Perhaps to "emerging trends."

If so, what are some of these emerging trends?

Culture: The Visual

We talk a lot about shrinking audiences for classical music. Some attribute this to the very nature of what we do. First, I'm not sure that audiences for classical music are in fact shrinking. They've always been pretty small, and for some pretty good reasons. First of all, classical music is ratified music. It takes time, a little bit of appreciation and an investment of consciousness on the part of the listener. Secondly, music is a nonverbal medium. That said, serious music struggles to survive in an increasingly visually oriented world dominated by media that do not require us to invest.
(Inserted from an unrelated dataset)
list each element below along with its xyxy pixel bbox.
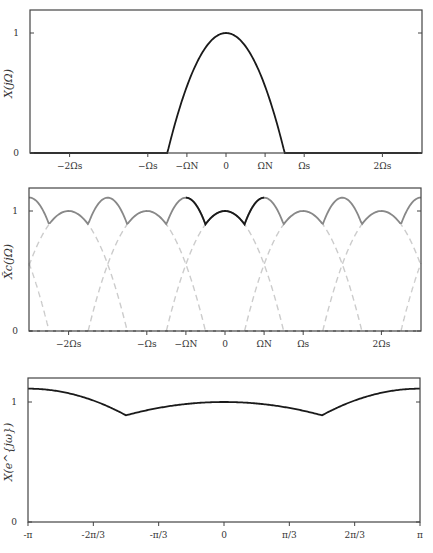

Although there is certainly a visual element in musical performance, for those who say we're plenty exciting just the way we are might think twice if we were to stop and consider that concert dress hasn't changed for probably a couple of hundred years. What the performing artist looks and behaves like on stage does affect how we perceive what we hear in live performance. One of the ironies of music as we know it is that we also can glean significant aesthetic satisfaction from listening to a recording in the privacy of our own home. Yet live performance of great music must live its life in a culture deeply rooted in the moving visual image; more particularly, television, videos, streamed images on the Internet and motion pictures. I do not believe the intoxicating impact of television can be minimized. You might declare that you don't watch television, but if you use e-mail, surf the Internet or use your computer in any way, shape or form, you watch television. Its seductive power for making some tasks visually stimulating and interesting is part of the reason we become addicted to, for example, e-mail. For writing letters, creating PowerPoint presentations, for sending photographs as attachments in e-mails, it is titillating because it's made to be that way. Bill Gates has made sure it's entertaining and not dull, and he has done that because he knows you and I are stimulated by colorful visual images.

The very desktop of your computer, with its colored icons floating across the screen or the different fonts you can use for your typed messages, all creates a new playground for you. The Microsoft "ding" that goes off when you receive an e-mail sends you jumping to the computer to see who or what has contacted you. Then there's e-mail itself, which can be a form of addiction because it offers you an opportunity to receive good (or bad) information and (1) react by sending a reply or (2) leave it alone. In either case, you don't have to either face or speak with your correspondent. You never have to hear, smell or see the person to whom you are writing. It's the same thing with TV. You can sit there and react in the privacy of your own home, fall asleep, get your drama, all without any human interaction at all.